Serving the Quantitative Finance Community

 
User avatar
suigeneris
Topic Author
Posts: 2
Joined: January 5th, 2015, 8:35 pm

Which online course to take?

January 6th, 2015, 10:43 am

Howdy all,I'm a long-time lurker starting a fixed-term postdoc soon. My exit from academia is on the horizon and finance is a field I want to explore now. I applied to 3 or 4 quant jobs after my defense but I was not prepared. I've allotted time for one online course; two that start in Jan/Feb caught my attention:https://www.edx.org/course/pricing-opti ... pricingAny thoughts on which of these might be better? Or is there another course you'd recommend? (The constraints of a "class"---deadlines and such---motivate me, so the EdX/Coursera format is best.)
 
User avatar
BramJ
Posts: 1
Joined: January 10th, 2006, 2:01 pm

Which online course to take?

January 6th, 2015, 1:26 pm

Better for what? Getting into finance? What kind of finance do you want to be in? The courses you mention are so different that if you have a basic idea what finance is about, you should be able to tell the difference between the type of content between the two and know which one interests you.
 
User avatar
suigeneris
Topic Author
Posts: 2
Joined: January 5th, 2015, 8:35 pm

Which online course to take?

January 6th, 2015, 3:21 pm

Thanks for your response.
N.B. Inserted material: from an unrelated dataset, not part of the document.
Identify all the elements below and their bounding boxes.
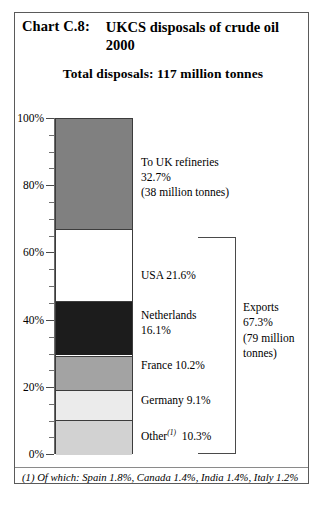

Better in terms of quality (mostly). I've taken 2 non-finance courses; 1 was terrible, 1 was good. I just need a place to start, so I'll still enjoy a high-quality course on a topic I won't pursue professionally. I don't know the answer to your remaining questions---what's "basic" in your mind? My eyes glaze over when I read the jargon here.I understand that the applications are different---the EdX one is derivatives, the Coursera one seems more general---but how different are the underlying principles?
 
User avatar
BramJ
Posts: 1
Joined: January 10th, 2006, 2:01 pm

Which online course to take?

January 6th, 2015, 8:37 pm

If none of the terms mean anything to you, you're probably better off doing the "asset pricing" course. Personally, I find the topic a bit boring and not very useful, it will/should provide you with a much broader overview of a lot of different things that are being done in finance (especially if you also do part 2 of the course). The mathematical models course might be more interesting in terms of content, but the risk is there that you cannot contextualize it.Disclaimer: haven't done either of the courses, but I've had courses on both topics when I was in university
 
User avatar
bearish
Posts: 5906
Joined: February 3rd, 2011, 2:19 pm

Which online course to take?

January 6th, 2015, 10:56 pm

Cochrane's course is likely to be both easier to follow and more broadly applicable. His text book on asset pricing is the standard, and even his research papers are generally fairly accessible, without in any way being "easy" (he is a recent past president of the American Finance Association, and very high in the macro finance/asset pricing pecking order these days). I have only seen research papers and presentations from Cvitanic, but his primary background is from very difficult areas of math finance, and his natural habitat is a bit further away from what he is teaching in this course. Of course, as BramJ was implicitly alluding to, if you want to become a derivatives quant then this would be the more useful course. But it sounds like you have a bit more research to do before you can address that decision head on...
 
User avatar
suigeneris
Topic Author
Posts: 2
Joined: January 5th, 2015, 8:35 pm

Which online course to take?

January 7th, 2015, 10:10 am

Excellent information. Cochrane's course it is. I will do more research; my background and interest are in the more difficult math/statistics, but gotta start somewhere. Thanks!
Last edited by suigeneris on January 6th, 2015, 11:00 pm, edited 1 time in total.